Replication out of sync, but status is OK/Excellent

We have two databases on different servers (2008 and 2005). Each has a publication and subscription. One publishes 3 tables to the other, and the other publishes 6 tables to the other. The replication monitor says both publications are running. The performance is excellent on both and the latency is 00:00:02 on one and 00:00:04 on the other.

All tables have the same number of rows across databases, but some of the values in the columns are different. I ran a query comparing TableA.col1 to TableB.col3 on one server and it returns zero rows. On the other server, the same query against the same tables returns 15 rows. TableA is published from one server and TableB is published from the other server.

What would cause this and how should I correct it? Is there something I can do that can alert me to this?

Thank you,

Greg

Regarding the alert/monitor for this, Kendra Little discusses a Canary table solution that is interesting and can be used for other technologies too.

http://www.brentozar.com/archive/2014/07/monitoring-sql-server-transactional-replication/

Tara,

Thanks. Interesting article. I think I will set up some canary tables. Do you think if I reinitialized the subscription it would correct the problem I have now?

Greg

Yes it would, however you need to figure out why it happened. I bet replication is throwing an error or is latent and that the monitor is just not showing it. Check the log reader agent's status, verify the distributor, etc.

Yesterday I reinitialized the publications on both servers with both 'Use current snapshot' and then 'use new snapshot', when the first did not clear up the problems. This morning I checked and only 4 of the 13 out of sync rows were cleared up. All publications, subscriptions, and agents are "Excellent", "Running", "OK". All latency readings are between 00:00:02 and 00:00:04.

What log do I looking in to check for errors. I found the page below, but it is for 2016 and the commands don't run on 2008.

https://msdn.microsoft.com/en-us/library/ms146878.aspx

Greg

Insert a tracer token into each of the publications. Does it come back within a few seconds?

P to D 3 seconds; D to S 5 seconds. It was 2 seconds better on the other server.

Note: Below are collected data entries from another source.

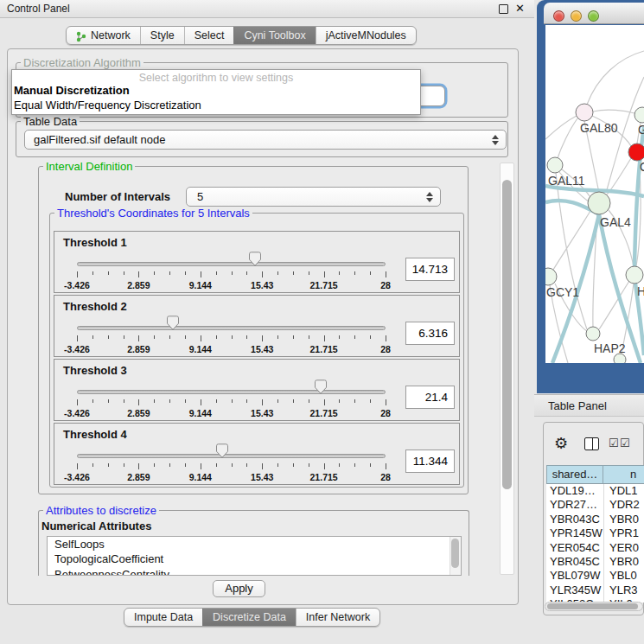 The image size is (644, 644). I want to click on dropdown-option-equal-width-frequency: Equal Width/Frequency Discretization, so click(107, 105).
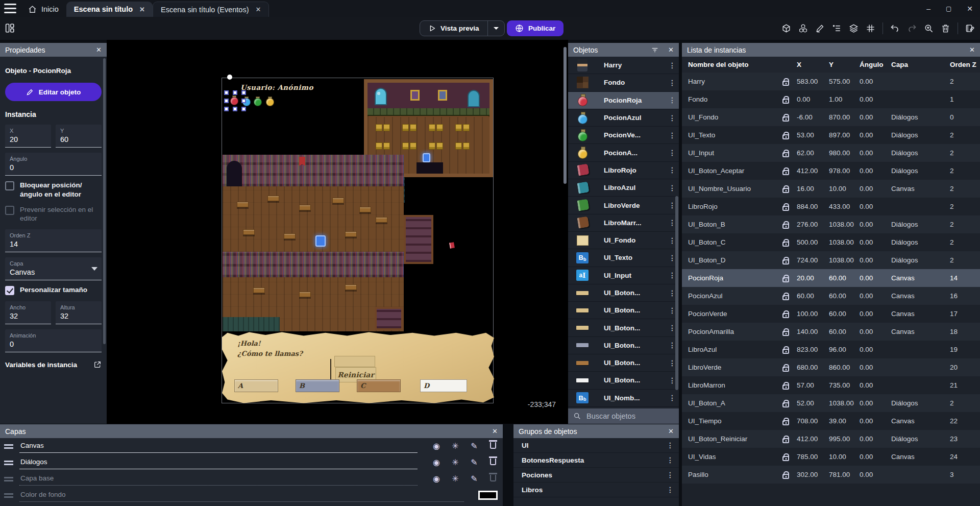  Describe the element at coordinates (251, 479) in the screenshot. I see `layer-row-capa-base: Capa base ◉ ✳ ✎` at that location.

Are you sure the tables that have this out of sync issue are in the publications. If the tracer tokens came back that fast, then those tables can't be out of sync by more than 5 seconds.

Yes. The publication on server A is just one table. The Publication on server B is 5 tables. The query I run compares the Server A table to a view created from the tables on server B. Server B distributes to server A and server A distributes to server B.

If I run the same query on both servers that compared the table to the view I should get the same results, but I don't.

The table from Server A is out of sync with server B. The query below returns different results. I ran it just now after I reinitialized with a new snap shot yesterday. It is very odd.

SELECT MPI FROM AllAccounts WHERE ID = '06324RR'

I think the issue is with the query you are running or with the view. I don't think you have a replication problem.

I don't how that is possible. I took the view out of the equation. I copy and paste the same query referencing the same table from two different servers and get two different results. One result from the original table and one result from replicated table. The query could not be more simple: SELECT columnA from TableA WHERE IndexID = 244939 (IndexID is an identity field).

All other columns are identical, which is not surprising in this case. The row has both create date and edit date columns and edit date is null. Our normal process is that the out of sync column is routinely updated on the row after it is first created, but that is not considered an edit, so edit date does not get added or updated for changes on this one column. That column can have multiple updates, but they are not that frequent. Edits are on other columns is more rare, but does happen.

I'll admit that it does not seem like a replication problem because the replication seems to be working properly, but what else would explain this. Nine rows - the value in one column in nine rows does not match out of 287,887 rows.

Greg

I'll also add that new rows are added by the minute. In the past few minutes the row count went from 287,887 to 287,891, and both servers show an identical increase in rows. Still, those nine rows don't match.